Copper is trading in a range most seasoned procurement professionals have never budgeted for. The metal is holding above $13,000/t on the London Metal Exchange, a level that was unthinkable two years ago when the market languished below $8,000. The rally isn't fundamentally driven by a supply deficit — the International Copper Study Group projects a surplus of roughly 200,000 tonnes in 2026. It's being driven by a tariff-induced dislocation of global copper stocks that shows no sign of resolving.
The numbers are stark. LME-registered inventories have shrunk 65% from the start of the year to roughly 361,600 tonnes. Available on-warrant tonnage is closer to 105,000 tonnes — barely enough to cover a few days of global consumption. Meanwhile, COMEX warehouses in the United States are overflowing. CME copper stocks have ballooned to 184,464 tonnes, more than double where they stood at the end of 2025. Metal is flowing in one direction: from LME warehouses into US storage, driven by the threat of tariffs that could reach 25% on copper imports.
The tariff story is now the dominant price driver, not supply-demand fundamentals. The US has not yet imposed copper-specific tariffs, but the threat alone is enough. Traders and producers have pre-positioned metal on US soil to beat any eventual levy. This creates a physical premium for copper deliverable into the US market that ripples backward through the supply chain. LME copper for delivery in Asia or Europe trades at a discount to US-deliverable metal, even though they're the same commodity.
The ICSG's latest data confirms that the underlying balance is loosening. Global refined output rose 3.1% in the first five months of 2026 compared to the same period last year, while demand growth was closer to 1.5%. China, which consumes half of the world's copper, has seen manufacturing PMIs hover at or below the 50 expansion threshold for three consecutive months. Chinese copper imports fell 4.2% in June compared to May. The country's property sector — a massive consumer of copper wiring and tubing — remains in contraction.
But the surplus is theoretical when the metal isn't where buyers need it. A European cable manufacturer sourcing from LME warehouses in Rotterdam faces a market where available tonnage is measured in the low thousands. A Chinese fabricator relying on Shanghai Futures Exchange warehouses finds stocks at multi-year lows. The surplus exists, but it's locked up in COMEX sheds in Arizona and Utah, awaiting a tariff determination that may or may not come.
Analyst views are split on where copper goes from here. The World Bank's April 2026 Commodity Markets Outlook projects an average copper price of $12,500/t for the full year — implying downside from current spot levels. Morgan Stanley sees copper averaging closer to $11,800/t in H2 as Chinese demand softens and mine supply grows. But Goldman Sachs maintains a $15,000/t target for year-end, arguing that the structural electrification story will overwhelm cyclical weakness. The disagreement isn't about direction — it's about when the structural bull thesis reasserts itself.
Mine supply is improving, which should eventually pressure prices. New capacity from the Democratic Republic of Congo, Chile, and Peru is expected to add roughly 800,000 tonnes of annual production by the end of 2026. But concentrate markets remain dysfunctional. Treatment and refining charges — the fees miners pay smelters to process ore into metal — are at record lows near $2.50 per dry metric tonne, down from $90/t in late 2023. This signals that mine output is still struggling to keep pace with smelter demand, despite the headline surplus projection.
The forward curve tells its own story. LME copper is in a shallow backwardation through the September contract, then flips to contango. The market is pricing near-term tightness and medium-term relief. For a procurement director planning Q4 purchases, this curve structure suggests waiting if possible — but the risk is that another tariff escalation, a mine strike in Chile, or a currency shock pushes prices higher before the loosening arrives.
Chinese stimulus remains the wild card. Beijing has signaled infrastructure investment acceleration in H2 2026, targeting grid expansion and EV charging networks. If these programs materialize at scale, they could absorb the surplus faster than mine supply can grow. The copper market has repeatedly underestimated Chinese policy-driven demand. A credible stimulus package would challenge every bearish forecast currently on the table.
Lock in Q3 contract volumes now at current premiums rather than waiting for a pullback that may not materialize. The tariff-driven stockpile distortion has created a two-tier market: US buyers should negotiate COMEX-deliverable contracts that capture the premium they're already paying, while European and Asian buyers should source directly from producers rather than relying on LME warehouse availability. If your copper spend exceeds $5M annually, consider splitting contracts: 60% fixed at current levels for budget certainty, 40% floating with a $12,000/t floor. The risk of waiting is that a tariff announcement triggers a $2,000+ spike that no quarterly budget can absorb. Set price trigger alerts at $12,500 and $14,000 and have predetermined actions — accelerate buys, draw from inventory, or activate hedge positions — at each level.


Whenever a line below includes the string "Range", show it.

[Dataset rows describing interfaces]
↓

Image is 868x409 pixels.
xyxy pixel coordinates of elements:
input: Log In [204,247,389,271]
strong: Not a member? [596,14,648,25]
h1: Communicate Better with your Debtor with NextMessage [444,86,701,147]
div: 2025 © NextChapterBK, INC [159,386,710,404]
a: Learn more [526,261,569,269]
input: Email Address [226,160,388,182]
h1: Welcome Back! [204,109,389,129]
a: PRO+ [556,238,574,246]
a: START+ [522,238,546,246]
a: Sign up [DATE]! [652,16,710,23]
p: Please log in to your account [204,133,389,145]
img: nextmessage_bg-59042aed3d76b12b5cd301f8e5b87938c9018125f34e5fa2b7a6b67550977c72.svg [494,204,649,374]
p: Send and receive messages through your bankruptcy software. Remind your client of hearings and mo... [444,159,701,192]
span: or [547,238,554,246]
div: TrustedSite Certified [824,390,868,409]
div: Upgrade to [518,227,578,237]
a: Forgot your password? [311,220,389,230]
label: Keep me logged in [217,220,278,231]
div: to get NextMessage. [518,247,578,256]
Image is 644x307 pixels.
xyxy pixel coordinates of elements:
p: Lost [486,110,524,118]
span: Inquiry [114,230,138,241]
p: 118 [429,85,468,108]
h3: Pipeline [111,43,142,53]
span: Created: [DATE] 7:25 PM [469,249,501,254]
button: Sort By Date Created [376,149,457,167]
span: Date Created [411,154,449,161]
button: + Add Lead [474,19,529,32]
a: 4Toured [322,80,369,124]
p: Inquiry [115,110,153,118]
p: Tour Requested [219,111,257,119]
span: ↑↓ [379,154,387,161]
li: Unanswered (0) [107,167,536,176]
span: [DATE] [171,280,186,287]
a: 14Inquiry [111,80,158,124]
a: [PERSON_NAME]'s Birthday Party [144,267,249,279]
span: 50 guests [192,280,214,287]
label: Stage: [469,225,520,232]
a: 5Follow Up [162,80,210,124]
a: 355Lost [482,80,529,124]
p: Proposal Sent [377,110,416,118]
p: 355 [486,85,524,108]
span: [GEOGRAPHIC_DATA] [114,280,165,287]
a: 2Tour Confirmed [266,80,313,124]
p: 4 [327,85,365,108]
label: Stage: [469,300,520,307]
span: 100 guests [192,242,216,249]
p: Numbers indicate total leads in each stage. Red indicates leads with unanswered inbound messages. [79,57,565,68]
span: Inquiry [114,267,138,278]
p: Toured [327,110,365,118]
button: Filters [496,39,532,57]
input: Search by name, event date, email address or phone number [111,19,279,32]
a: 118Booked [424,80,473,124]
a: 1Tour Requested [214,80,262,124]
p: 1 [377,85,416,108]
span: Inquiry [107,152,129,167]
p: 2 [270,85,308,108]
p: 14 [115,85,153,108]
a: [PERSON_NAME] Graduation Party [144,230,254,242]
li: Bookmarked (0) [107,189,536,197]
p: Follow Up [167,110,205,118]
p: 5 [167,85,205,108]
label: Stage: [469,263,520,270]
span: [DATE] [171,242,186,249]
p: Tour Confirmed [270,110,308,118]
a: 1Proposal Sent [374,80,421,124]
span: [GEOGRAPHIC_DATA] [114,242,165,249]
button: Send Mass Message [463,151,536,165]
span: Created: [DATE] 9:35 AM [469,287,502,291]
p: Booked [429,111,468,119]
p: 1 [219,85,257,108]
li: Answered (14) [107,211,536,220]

↑
↓

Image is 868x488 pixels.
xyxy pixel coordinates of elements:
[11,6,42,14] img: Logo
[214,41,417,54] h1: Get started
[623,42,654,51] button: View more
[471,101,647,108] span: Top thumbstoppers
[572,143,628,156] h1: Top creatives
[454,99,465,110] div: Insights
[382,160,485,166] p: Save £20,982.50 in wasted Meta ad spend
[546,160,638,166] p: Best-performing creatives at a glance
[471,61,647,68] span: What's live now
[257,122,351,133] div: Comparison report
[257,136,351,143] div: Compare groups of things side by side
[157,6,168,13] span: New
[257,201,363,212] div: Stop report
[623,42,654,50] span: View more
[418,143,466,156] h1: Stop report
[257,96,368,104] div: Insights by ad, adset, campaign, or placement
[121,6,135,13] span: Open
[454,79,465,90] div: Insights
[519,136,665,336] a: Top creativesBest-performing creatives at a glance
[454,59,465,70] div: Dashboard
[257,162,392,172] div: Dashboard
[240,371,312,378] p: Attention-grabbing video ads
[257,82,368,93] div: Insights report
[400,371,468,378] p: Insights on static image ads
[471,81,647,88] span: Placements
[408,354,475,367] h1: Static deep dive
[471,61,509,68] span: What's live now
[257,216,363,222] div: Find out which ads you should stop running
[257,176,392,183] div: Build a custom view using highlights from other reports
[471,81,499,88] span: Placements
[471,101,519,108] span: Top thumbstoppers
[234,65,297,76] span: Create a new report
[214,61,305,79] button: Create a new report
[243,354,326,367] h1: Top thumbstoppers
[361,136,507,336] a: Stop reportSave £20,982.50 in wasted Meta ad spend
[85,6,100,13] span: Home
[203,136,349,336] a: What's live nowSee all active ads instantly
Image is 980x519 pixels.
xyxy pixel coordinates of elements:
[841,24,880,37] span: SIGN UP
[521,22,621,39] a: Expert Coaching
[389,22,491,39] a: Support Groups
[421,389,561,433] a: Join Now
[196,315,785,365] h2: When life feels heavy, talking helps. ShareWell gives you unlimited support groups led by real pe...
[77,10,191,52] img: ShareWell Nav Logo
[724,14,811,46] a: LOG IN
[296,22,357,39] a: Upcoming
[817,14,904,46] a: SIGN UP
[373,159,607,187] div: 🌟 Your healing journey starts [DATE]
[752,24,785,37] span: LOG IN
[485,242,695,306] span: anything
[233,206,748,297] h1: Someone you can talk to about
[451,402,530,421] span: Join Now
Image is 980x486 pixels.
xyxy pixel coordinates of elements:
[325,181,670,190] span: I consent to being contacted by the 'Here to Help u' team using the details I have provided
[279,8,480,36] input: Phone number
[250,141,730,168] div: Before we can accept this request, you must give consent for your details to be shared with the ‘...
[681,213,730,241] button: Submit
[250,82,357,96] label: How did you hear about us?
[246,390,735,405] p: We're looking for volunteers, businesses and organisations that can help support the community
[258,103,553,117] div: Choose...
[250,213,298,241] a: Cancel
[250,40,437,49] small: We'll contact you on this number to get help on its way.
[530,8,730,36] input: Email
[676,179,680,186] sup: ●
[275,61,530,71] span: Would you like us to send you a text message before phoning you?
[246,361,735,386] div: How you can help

↑
↓

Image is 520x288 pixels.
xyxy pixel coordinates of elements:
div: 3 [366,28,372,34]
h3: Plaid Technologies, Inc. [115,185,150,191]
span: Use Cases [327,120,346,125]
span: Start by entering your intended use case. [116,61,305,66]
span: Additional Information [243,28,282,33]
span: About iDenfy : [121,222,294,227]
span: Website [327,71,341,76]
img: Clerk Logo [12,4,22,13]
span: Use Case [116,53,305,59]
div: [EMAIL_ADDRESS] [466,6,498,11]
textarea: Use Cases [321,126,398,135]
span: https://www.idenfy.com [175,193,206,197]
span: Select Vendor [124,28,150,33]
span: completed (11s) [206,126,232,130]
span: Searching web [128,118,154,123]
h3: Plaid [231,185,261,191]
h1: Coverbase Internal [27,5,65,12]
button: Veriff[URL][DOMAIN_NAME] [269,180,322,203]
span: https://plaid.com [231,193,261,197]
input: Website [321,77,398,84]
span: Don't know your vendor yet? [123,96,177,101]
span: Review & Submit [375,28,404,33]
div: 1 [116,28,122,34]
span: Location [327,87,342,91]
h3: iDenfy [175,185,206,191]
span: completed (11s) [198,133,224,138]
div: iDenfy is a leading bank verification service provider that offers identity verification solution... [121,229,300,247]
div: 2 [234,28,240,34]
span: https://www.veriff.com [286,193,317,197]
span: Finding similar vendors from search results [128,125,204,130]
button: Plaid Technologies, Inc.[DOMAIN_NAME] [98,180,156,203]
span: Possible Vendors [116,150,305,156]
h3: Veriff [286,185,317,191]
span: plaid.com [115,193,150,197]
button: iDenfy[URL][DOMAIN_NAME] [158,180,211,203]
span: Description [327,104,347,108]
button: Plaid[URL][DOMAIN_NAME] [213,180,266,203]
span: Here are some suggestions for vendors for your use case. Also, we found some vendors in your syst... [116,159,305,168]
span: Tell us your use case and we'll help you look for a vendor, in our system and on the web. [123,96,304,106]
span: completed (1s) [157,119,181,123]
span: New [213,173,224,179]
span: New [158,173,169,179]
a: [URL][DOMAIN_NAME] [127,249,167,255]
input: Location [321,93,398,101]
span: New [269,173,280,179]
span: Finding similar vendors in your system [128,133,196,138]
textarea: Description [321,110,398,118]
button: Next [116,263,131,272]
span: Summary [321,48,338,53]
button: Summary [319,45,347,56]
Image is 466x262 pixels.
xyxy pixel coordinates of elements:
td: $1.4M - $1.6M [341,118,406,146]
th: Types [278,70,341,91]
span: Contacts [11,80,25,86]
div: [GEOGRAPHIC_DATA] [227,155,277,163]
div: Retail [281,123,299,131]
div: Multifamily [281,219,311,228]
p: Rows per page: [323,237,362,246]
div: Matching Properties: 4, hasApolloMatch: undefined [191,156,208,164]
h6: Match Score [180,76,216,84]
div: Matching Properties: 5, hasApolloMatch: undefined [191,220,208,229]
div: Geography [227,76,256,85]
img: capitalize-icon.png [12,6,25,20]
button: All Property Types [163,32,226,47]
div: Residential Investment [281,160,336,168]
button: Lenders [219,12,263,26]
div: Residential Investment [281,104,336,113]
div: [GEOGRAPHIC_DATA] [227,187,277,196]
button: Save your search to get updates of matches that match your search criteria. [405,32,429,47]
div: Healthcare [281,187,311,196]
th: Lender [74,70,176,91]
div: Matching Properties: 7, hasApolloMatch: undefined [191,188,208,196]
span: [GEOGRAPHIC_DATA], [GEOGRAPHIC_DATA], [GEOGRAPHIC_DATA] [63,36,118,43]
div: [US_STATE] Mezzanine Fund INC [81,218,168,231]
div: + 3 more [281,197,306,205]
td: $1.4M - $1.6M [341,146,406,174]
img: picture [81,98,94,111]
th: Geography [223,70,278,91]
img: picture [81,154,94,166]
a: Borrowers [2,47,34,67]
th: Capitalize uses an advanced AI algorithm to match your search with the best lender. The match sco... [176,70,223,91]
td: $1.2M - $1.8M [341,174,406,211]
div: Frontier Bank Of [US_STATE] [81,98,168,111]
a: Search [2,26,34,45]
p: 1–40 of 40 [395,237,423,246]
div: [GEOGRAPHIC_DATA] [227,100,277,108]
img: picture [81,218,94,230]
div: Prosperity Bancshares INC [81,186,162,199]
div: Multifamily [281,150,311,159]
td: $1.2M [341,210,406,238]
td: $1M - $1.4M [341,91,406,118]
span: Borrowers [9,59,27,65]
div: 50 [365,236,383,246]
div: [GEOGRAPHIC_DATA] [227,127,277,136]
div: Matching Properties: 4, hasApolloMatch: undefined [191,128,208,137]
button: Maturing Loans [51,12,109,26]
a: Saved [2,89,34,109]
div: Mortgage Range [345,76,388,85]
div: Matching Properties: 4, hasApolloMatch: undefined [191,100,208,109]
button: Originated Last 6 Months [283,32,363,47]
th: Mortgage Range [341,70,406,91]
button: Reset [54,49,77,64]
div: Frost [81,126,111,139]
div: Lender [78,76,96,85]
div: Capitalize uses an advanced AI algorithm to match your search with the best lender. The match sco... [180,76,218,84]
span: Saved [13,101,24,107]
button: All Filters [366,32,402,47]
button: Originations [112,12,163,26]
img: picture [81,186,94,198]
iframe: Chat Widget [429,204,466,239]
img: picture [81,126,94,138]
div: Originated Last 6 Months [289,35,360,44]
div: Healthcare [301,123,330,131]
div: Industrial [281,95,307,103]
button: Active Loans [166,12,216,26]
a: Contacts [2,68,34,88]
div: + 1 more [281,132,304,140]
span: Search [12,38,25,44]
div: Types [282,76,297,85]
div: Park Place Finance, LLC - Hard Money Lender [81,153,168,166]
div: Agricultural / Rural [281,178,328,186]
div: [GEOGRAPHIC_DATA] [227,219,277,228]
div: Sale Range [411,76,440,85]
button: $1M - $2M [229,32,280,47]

↑

◆ **SOLUTION TO THE PROBLEM**:
div: Mortgage Range [345,76,388,85]
th: Mortgage Range [341,70,406,91]
div: Sale Range [411,76,440,85]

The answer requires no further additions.